Bachelor Food Storage GuideThe secret chart used when there isn’t someone to recognize that the Big Mac has become on of the special sauce.Freezer Foods:Ice Cream: If you can’t tell the the difference between your ice cubes and your ice cream, it’s time to throw BOTH out.
Frozen Foods: Frozen Foods that have become an integral part of the defrosting problem in your freezer compartment will probably be spoiled or wrecked by the time you pry them out with a kitchen knife.
In The Fridge:Eggs: When something starts pecking it’s way out of the shell, the egg is probably past it’s prime.
Dairy Products. Milk is spoiled when it starts to look like yogurt. Yogurt is spoiled when it starts to look like cottage cheese. Cottage cheese is spoiled when it starts to look like regular cheese. Regular cheese is nothing but spoiled milk anyway---if you can dig down and still find something non-green, bon appetite!
Meat: If opening the refrigerator door causes stray animals from a three-block radius to congregate outside your house, toss the meat.
Lettuce: Bibb lettuce is spoiled when you can’t get it off the bottom of the vegetable crisper without Comet and a brillo pad. Romaine lettuce is spoiled when it turns to liquid. Endive never spoils, but you will never eat it.
Mayonnaise: If it makes you violently ill after you eat it, the mayonnaise it spoiled. Permanently.
Carrots: A carrot you can tie a clove hitch is no longer fresh
Chip Dip: If you can take it out of it’s container an bounce it on the floor, it has gone bad.
Unmarked Items: You know it is well beyond it’s prime when your tempted to discard the tupperware along with the food. Generally speaking, tupperware containers should not burp when you open them.
Empty Containers: Putting empty containers back into the refrigerator is a fine old trick, but it only works if you live with someone else.
On the Shelf:Canned Goods: Any canned goods that have become the size or shape of a softball should be disposed of ... very carefully.
Potatoes: Fresh Potatoes do not have roots, branches, or dense, leafy undergrowth.
General Rule of Thumb: Most food cannot be kept longer then the average life span of a hamster. Keep a hamster in your refrigerator to gauge this.
Bread: Sesame seeds and Poppy seeds are the only officially acceptable “spots” that should be seen of any loaf or bread. Fuzzy and hairy looking white or green growth areas are good indications that your bread has turned into a pharmaceutical laboratory experiment. You may wish to discard it at this time, depending on your interest in pharmaceuticals.
Cereal: It is generally a good rule of thumb that cereal should be discarded when it is two years or longer beyond the expiration date, or when it will no longer fall out of the box itself.
Flour: Flour is spoiled when it wiggles, or things fly out of it when you open it.
Pretzels: Normally eternal, pretzels may be discarded if they no longer can be picked up without falling apart. Otherwise, theres nothing to stop you from eating a pretzel that the Pharaoh put down only 4000 years ago.

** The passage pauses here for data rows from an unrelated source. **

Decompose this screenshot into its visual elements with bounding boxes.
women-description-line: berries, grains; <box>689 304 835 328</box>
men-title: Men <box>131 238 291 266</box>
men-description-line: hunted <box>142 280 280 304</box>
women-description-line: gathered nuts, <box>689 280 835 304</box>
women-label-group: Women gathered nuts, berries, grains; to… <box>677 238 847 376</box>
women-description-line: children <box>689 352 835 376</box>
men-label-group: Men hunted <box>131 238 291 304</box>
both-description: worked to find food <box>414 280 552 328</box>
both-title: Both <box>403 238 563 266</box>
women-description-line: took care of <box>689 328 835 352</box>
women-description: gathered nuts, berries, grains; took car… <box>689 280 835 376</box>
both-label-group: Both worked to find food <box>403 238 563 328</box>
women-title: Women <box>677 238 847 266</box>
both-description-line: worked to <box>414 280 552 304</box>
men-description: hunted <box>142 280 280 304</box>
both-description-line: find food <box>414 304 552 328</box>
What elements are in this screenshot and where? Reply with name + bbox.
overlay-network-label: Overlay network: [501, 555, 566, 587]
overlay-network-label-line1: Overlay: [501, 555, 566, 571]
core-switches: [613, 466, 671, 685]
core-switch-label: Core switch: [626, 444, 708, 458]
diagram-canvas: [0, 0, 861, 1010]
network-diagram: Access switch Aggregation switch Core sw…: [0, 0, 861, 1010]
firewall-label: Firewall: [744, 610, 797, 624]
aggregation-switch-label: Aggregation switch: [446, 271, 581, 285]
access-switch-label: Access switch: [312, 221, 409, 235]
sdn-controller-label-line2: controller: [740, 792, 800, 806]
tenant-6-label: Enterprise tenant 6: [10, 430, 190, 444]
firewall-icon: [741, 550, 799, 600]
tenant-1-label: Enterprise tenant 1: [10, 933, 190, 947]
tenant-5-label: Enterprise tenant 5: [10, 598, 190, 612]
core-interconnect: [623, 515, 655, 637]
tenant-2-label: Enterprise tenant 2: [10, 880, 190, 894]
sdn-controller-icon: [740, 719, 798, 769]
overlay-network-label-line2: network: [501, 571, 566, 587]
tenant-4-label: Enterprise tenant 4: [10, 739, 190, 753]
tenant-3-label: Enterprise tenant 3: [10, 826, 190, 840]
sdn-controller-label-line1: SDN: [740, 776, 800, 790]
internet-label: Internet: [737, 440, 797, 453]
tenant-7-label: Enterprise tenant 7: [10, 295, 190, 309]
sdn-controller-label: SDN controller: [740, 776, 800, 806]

Raisins: Raisins should not usually be harder that your teeth.
Salt: It never spoils. However, if you can’t ship off reasonable amounts from the block, maybe another box is in order, as fresh salt usually pours.
Spices: Most spices cannot die, they just fade away. They will be fine on your shelf, forever. Put them in your will.
Vinegar: If your grandmother made it, it is probably still good.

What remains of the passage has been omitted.